Cohen and Siegel begin Part II with a caveat that infor­ma­tion in Mate­ria Med­ica is to be used only for his­tor­i­cal and ethno­graph­ic pur­pos­es, not as a prac­ti­cal guide. In fact, they pro­vide only one recipe (from the past and with­out pro­por­tions), but in this sec­tion the authors describe the char­ac­ter­is­tics, loca­tions, parts of the plant used, and the mul­ti­ple heal­ing uses of twen­ty-six herbs iden­ti­fied as essen­tial. With per­son­al­i­ty, they revis­it and fit into place peo­ple and source names from the more schol­ar­ly first section.

Indi­vid­ual plant entries, some run­ning ten pages, begin with beau­ti­ful line draw­ings by Cohen. The cat­a­logu­ing of every­day ail­ments is cap­ti­vat­ing: white clover to stop post­na­tal hem­or­rhage; sting­ing net­tle stalks rubbed on aching bod­ies for colds and rheuma­tism; nut­meg for sex­u­al con­cerns and diar­rhea; plan­tain as a gar­gle for influen­za; and straw­ber­ries for kid­ney dis­ease and whoop­ing cough. This mate­ria med­ica is an ency­clo­pe­dia of a spe­cif­ic time in and of itself. Local non-Jew­ish treat­ments con­trast those by Ashke­nazi Jews, which often men­tion spe­cif­ic towns. The authors iden­ti­fy plants with Latin names and com­mon names in Eng­lish, Hebrew, Yid­dish, and in five lan­guages spo­ken by non-Jew­ish neighbors.

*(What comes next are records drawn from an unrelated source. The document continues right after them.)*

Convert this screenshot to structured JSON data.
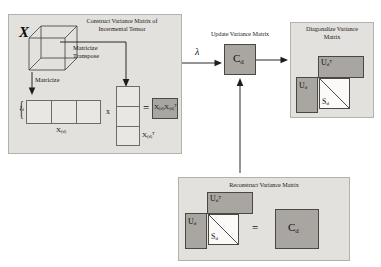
{
  "diagram": {
    "panels": {
      "construct": {
        "title_line1": "Construct Variance Matrix of",
        "title_line2": "Incermental Tensor",
        "tensor_label": "X",
        "matricize_label": "Matricize",
        "matricize_transpose_line1": "Matricize",
        "matricize_transpose_line2": "Transpose",
        "row_index_label": "I",
        "row_index_sub": "d",
        "matrix_label": "X",
        "matrix_sub": "(d)",
        "matrix_t_label": "X",
        "matrix_t_sub": "(d)",
        "matrix_t_sup": "T",
        "times_symbol": "x",
        "equals_symbol": "=",
        "result_label": "X",
        "result_sub": "(d)",
        "result_label2": "X",
        "result_sub2": "(d)",
        "result_sup2": "T"
      },
      "update": {
        "title": "Update Variance Matrix",
        "lambda_label": "λ",
        "box_label": "C",
        "box_sub": "d"
      },
      "diagonalize": {
        "title_line1": "Diagonalize Variance",
        "title_line2": "Matrix",
        "ut_label": "U",
        "ut_sub": "d",
        "ut_sup": "T",
        "u_label": "U",
        "u_sub": "d",
        "s_label": "S",
        "s_sub": "d"
      },
      "reconstruct": {
        "title": "Reconstruct Variance Matrix",
        "ut_label": "U",
        "ut_sub": "d",
        "ut_sup": "T",
        "u_label": "U",
        "u_sub": "d",
        "s_label": "S",
        "s_sub": "d",
        "equals_symbol": "=",
        "c_label": "C",
        "c_sub": "d"
      }
    },
    "colors": {
      "panel_bg": "#e3e1dd",
      "panel_border": "#b4b1ac",
      "shaded_fill": "#a9a6a1",
      "shaded_border": "#4a4845",
      "hollow_fill": "#e9e7e3",
      "white_fill": "#fbfaf8",
      "arrow": "#2a2a2a",
      "text": "#111111"
    }
  }
}
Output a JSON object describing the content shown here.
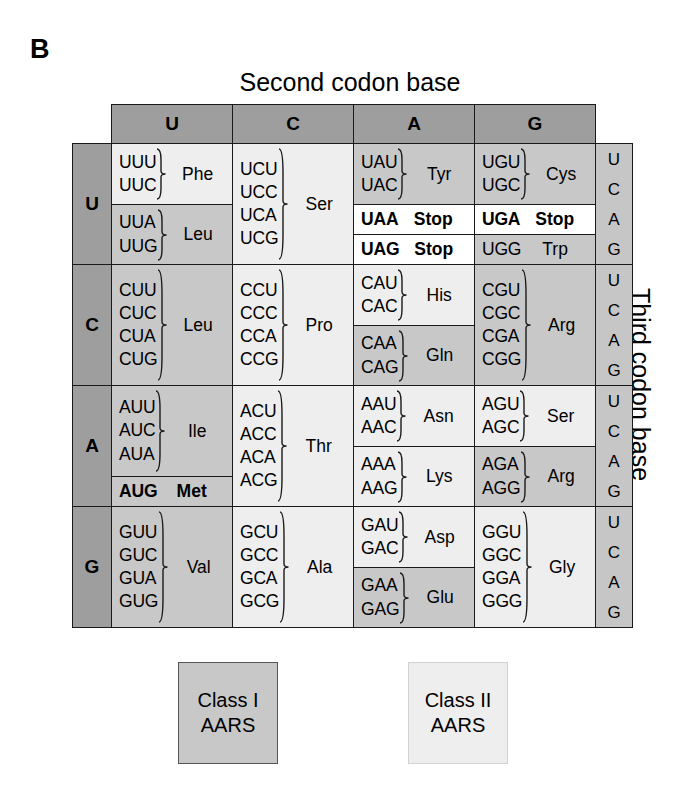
{
  "panel": {
    "label": "B"
  },
  "axes": {
    "second": "Second codon base",
    "first": "First codon base",
    "third": "Third codon base"
  },
  "column_headers": [
    "U",
    "C",
    "A",
    "G"
  ],
  "row_headers": [
    "U",
    "C",
    "A",
    "G"
  ],
  "third_base_letters": [
    "U",
    "C",
    "A",
    "G"
  ],
  "legend": {
    "class1": {
      "line1": "Class I",
      "line2": "AARS",
      "color": "#c8c8c8"
    },
    "class2": {
      "line1": "Class II",
      "line2": "AARS",
      "color": "#eeeeee"
    }
  },
  "colors": {
    "class1_shade": "#c8c8c8",
    "class2_shade": "#eeeeee",
    "stop_shade": "#ffffff",
    "header_shade": "#9e9e9e",
    "third_col_shade": "#c6c6c6",
    "border": "#1a1a1a"
  },
  "chart_data": {
    "type": "table",
    "xlabel": "Second codon base",
    "ylabel": "First codon base",
    "legend": [
      "Class I AARS",
      "Class II AARS"
    ],
    "blocks": [
      {
        "row": "U",
        "col": "U",
        "groups": [
          {
            "codons": [
              "UUU",
              "UUC"
            ],
            "aa": "Phe",
            "class": "II",
            "bold": false
          },
          {
            "codons": [
              "UUA",
              "UUG"
            ],
            "aa": "Leu",
            "class": "I",
            "bold": false
          }
        ]
      },
      {
        "row": "U",
        "col": "C",
        "groups": [
          {
            "codons": [
              "UCU",
              "UCC",
              "UCA",
              "UCG"
            ],
            "aa": "Ser",
            "class": "II",
            "bold": false
          }
        ]
      },
      {
        "row": "U",
        "col": "A",
        "groups": [
          {
            "codons": [
              "UAU",
              "UAC"
            ],
            "aa": "Tyr",
            "class": "I",
            "bold": false
          },
          {
            "codons": [
              "UAA"
            ],
            "aa": "Stop",
            "class": "none",
            "bold": true
          },
          {
            "codons": [
              "UAG"
            ],
            "aa": "Stop",
            "class": "none",
            "bold": true
          }
        ]
      },
      {
        "row": "U",
        "col": "G",
        "groups": [
          {
            "codons": [
              "UGU",
              "UGC"
            ],
            "aa": "Cys",
            "class": "I",
            "bold": false
          },
          {
            "codons": [
              "UGA"
            ],
            "aa": "Stop",
            "class": "none",
            "bold": true
          },
          {
            "codons": [
              "UGG"
            ],
            "aa": "Trp",
            "class": "I",
            "bold": false
          }
        ]
      },
      {
        "row": "C",
        "col": "U",
        "groups": [
          {
            "codons": [
              "CUU",
              "CUC",
              "CUA",
              "CUG"
            ],
            "aa": "Leu",
            "class": "I",
            "bold": false
          }
        ]
      },
      {
        "row": "C",
        "col": "C",
        "groups": [
          {
            "codons": [
              "CCU",
              "CCC",
              "CCA",
              "CCG"
            ],
            "aa": "Pro",
            "class": "II",
            "bold": false
          }
        ]
      },
      {
        "row": "C",
        "col": "A",
        "groups": [
          {
            "codons": [
              "CAU",
              "CAC"
            ],
            "aa": "His",
            "class": "II",
            "bold": false
          },
          {
            "codons": [
              "CAA",
              "CAG"
            ],
            "aa": "Gln",
            "class": "I",
            "bold": false
          }
        ]
      },
      {
        "row": "C",
        "col": "G",
        "groups": [
          {
            "codons": [
              "CGU",
              "CGC",
              "CGA",
              "CGG"
            ],
            "aa": "Arg",
            "class": "I",
            "bold": false
          }
        ]
      },
      {
        "row": "A",
        "col": "U",
        "groups": [
          {
            "codons": [
              "AUU",
              "AUC",
              "AUA"
            ],
            "aa": "Ile",
            "class": "I",
            "bold": false
          },
          {
            "codons": [
              "AUG"
            ],
            "aa": "Met",
            "class": "I",
            "bold": true
          }
        ]
      },
      {
        "row": "A",
        "col": "C",
        "groups": [
          {
            "codons": [
              "ACU",
              "ACC",
              "ACA",
              "ACG"
            ],
            "aa": "Thr",
            "class": "II",
            "bold": false
          }
        ]
      },
      {
        "row": "A",
        "col": "A",
        "groups": [
          {
            "codons": [
              "AAU",
              "AAC"
            ],
            "aa": "Asn",
            "class": "II",
            "bold": false
          },
          {
            "codons": [
              "AAA",
              "AAG"
            ],
            "aa": "Lys",
            "class": "II",
            "bold": false
          }
        ]
      },
      {
        "row": "A",
        "col": "G",
        "groups": [
          {
            "codons": [
              "AGU",
              "AGC"
            ],
            "aa": "Ser",
            "class": "II",
            "bold": false
          },
          {
            "codons": [
              "AGA",
              "AGG"
            ],
            "aa": "Arg",
            "class": "I",
            "bold": false
          }
        ]
      },
      {
        "row": "G",
        "col": "U",
        "groups": [
          {
            "codons": [
              "GUU",
              "GUC",
              "GUA",
              "GUG"
            ],
            "aa": "Val",
            "class": "I",
            "bold": false
          }
        ]
      },
      {
        "row": "G",
        "col": "C",
        "groups": [
          {
            "codons": [
              "GCU",
              "GCC",
              "GCA",
              "GCG"
            ],
            "aa": "Ala",
            "class": "II",
            "bold": false
          }
        ]
      },
      {
        "row": "G",
        "col": "A",
        "groups": [
          {
            "codons": [
              "GAU",
              "GAC"
            ],
            "aa": "Asp",
            "class": "II",
            "bold": false
          },
          {
            "codons": [
              "GAA",
              "GAG"
            ],
            "aa": "Glu",
            "class": "I",
            "bold": false
          }
        ]
      },
      {
        "row": "G",
        "col": "G",
        "groups": [
          {
            "codons": [
              "GGU",
              "GGC",
              "GGA",
              "GGG"
            ],
            "aa": "Gly",
            "class": "II",
            "bold": false
          }
        ]
      }
    ]
  }
}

By fol­low­ing clues about Jew­ish herbal med­i­cine where few exist­ed and pre­sent­ing what they found so pro­fes­sion­al­ly, Cohen and Siegel have designed an engag­ing new ref­er­ence. Ashke­nazi Herbal­ism not only answers the ques­tion What did Jews have from the Old Coun­try to keep them­selves resilient besides chick­en soup?” — but forges new foot­paths toward ques­tions that still need to be answered.

Sharon Elswit, author of The Jew­ish Sto­ry Find­er, now resides in San Fran­cis­co, where she has been help­ing stu­dents vis­it­ing 826 Valen­cia loca­tions around the city to write sto­ries and poems and get­ting adults up and retelling Jew­ish folk­tales to share with their own spin.